Thursday 27 June 2013

Grandad Williamson besieged in Ladysmith



The town stands where the railway from the Orange Free State and the one from the Transvaal join and then go on to Maritzburg and Durban. The holding of Ladysmith denied to the Boers the use of these two lines in any further advance into Natal and it looked to me that it was very necessary for our force to get back from Dundee for Sir George White to have a sufficient force to defend the place, for the force in there was very little stronger than ours.

After two days rest we again fell in at night to attack the main force of Boers which was closing in on Ladysmith, and we got into position just before dawn.  When the day broke we were found to be in the wrong position and we had to move over some open ground to fetch up in the right place.  We opened out in extended order, which was lucky for us for going across we came under some accurate gun fire.  Being extended we had light casualties and we reached our new position in quite good order.  We stormed up to the top of this ridge with the Mauser bullets zipping around like high velocity bees and we held that position until late in the afternoon when the order came to retire on the town.  This was done in an orderly fashion, one Company retiring leaving the other Company holding the position.  The retiring company took up a position in the rear then the holding company retired through it and this was carried out in an extended line of men roughly eight paces apart and although the Boer artillery kept firing at us we presented a very small target.  The lads were as steady as rocks and as I looked about I could see the other battalions retiring in the same orderly manner.

Entering the town we closed ranks and marched to our Station of Defence.  Again we had been outnumbered and outgunned but by no means beaten.  That ended the battle of Nicholson’s Nek and the siege of Ladysmith had commenced.

Now we had to build protective positions around the town.  Our battalion was allotted a ridge to the west called Observation West.  We could not dig trenches because of the rocks so we built Sangars.  As these were built to give us as wide a field of fire as possible they were sited on the ridge or just over it on the enemy side so the work had to be done at night for we were within rifle range of the Boer positions opposite.  What we did was retire over the ridge during daylight and return to work as darkness fell.  While we were doing this the Naval Contingent was building an emplacement for one of the two 4.7 naval guns behind us, so we were building our own protection and providing a protective screen for them.  How lucky we were that these two 4.7 guns got in to us before the Boers had completed the encirclement.  They were one answer to the big Boer guns.  At least one answer – I will tell you of another answer later on.  These Sangars were our home for nearly five months and from them all but five of us went to hospital with Enteric Fever or Dysentery or the grave.

There was a Roman Catholic convent on our side of the town which the Boers shelled.  It was being used as a hospital so the Boers agreed to the British command having a hospital sited five miles down the railway and to have our sick and wounded taken there.  They allowed one train per day each way.  The morning train took the sick and wounded down, the same train returned empty in the late afternoon.  As the hospital, named Intombi, was in the Boer occupied territory they were able to see that the conditions were kept.  However I reckon that it was a decent humane agreement and reflected great credit on the Boer command.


= PROBLEM TO SOLVE =
What is needed is an exact retyping of each entry, pictures excluded.

= GIVEN RECORDS =
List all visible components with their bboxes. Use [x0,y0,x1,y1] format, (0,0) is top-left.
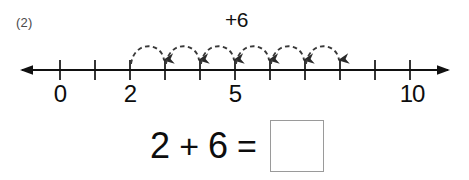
jump-arc-4 [236,46,269,64]
jump-arc-1 [131,46,164,64]
jump-arc-3 [201,46,234,64]
equation-plus-sign: + [175,129,203,163]
tick-label-0: 0 [40,82,80,106]
tick-label-2: 2 [110,82,150,106]
equation-equals-sign: = [233,129,261,163]
equation-addend-2: 6 [203,128,233,164]
left-arrow-icon [20,65,33,75]
jump-arc-6 [306,46,339,64]
equation-addend-1: 2 [145,128,175,164]
answer-input-box[interactable] [270,120,324,172]
number-line-worksheet: (2) +6 [0,0,469,180]
jump-arc-2 [166,46,199,64]
tick-label-10: 10 [392,82,432,106]
tick-label-5: 5 [215,82,255,106]
jump-arc-5 [271,46,304,64]
equation-row: 2 + 6 = [0,114,469,178]
right-arrow-icon [437,65,450,75]
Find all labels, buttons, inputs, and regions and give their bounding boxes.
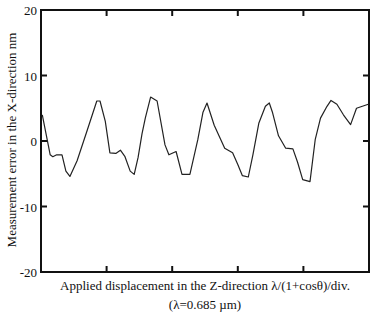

= EXPECTED ANSWER =
List all visible components with their bboxes. Use [x0,y0,x1,y1] format, (0,0) is top-left.
jump-arc-4 [236,46,269,64]
jump-arc-1 [131,46,164,64]
jump-arc-3 [201,46,234,64]
equation-plus-sign: + [175,129,203,163]
tick-label-0: 0 [40,82,80,106]
tick-label-2: 2 [110,82,150,106]
equation-equals-sign: = [233,129,261,163]
equation-addend-2: 6 [203,128,233,164]
left-arrow-icon [20,65,33,75]
jump-arc-6 [306,46,339,64]
equation-addend-1: 2 [145,128,175,164]
answer-input-box[interactable] [270,120,324,172]
number-line-worksheet: (2) +6 [0,0,469,180]
jump-arc-2 [166,46,199,64]
tick-label-10: 10 [392,82,432,106]
tick-label-5: 5 [215,82,255,106]
jump-arc-5 [271,46,304,64]
equation-row: 2 + 6 = [0,114,469,178]
right-arrow-icon [437,65,450,75]
Find all labels, buttons, inputs, and regions and give their bounding boxes.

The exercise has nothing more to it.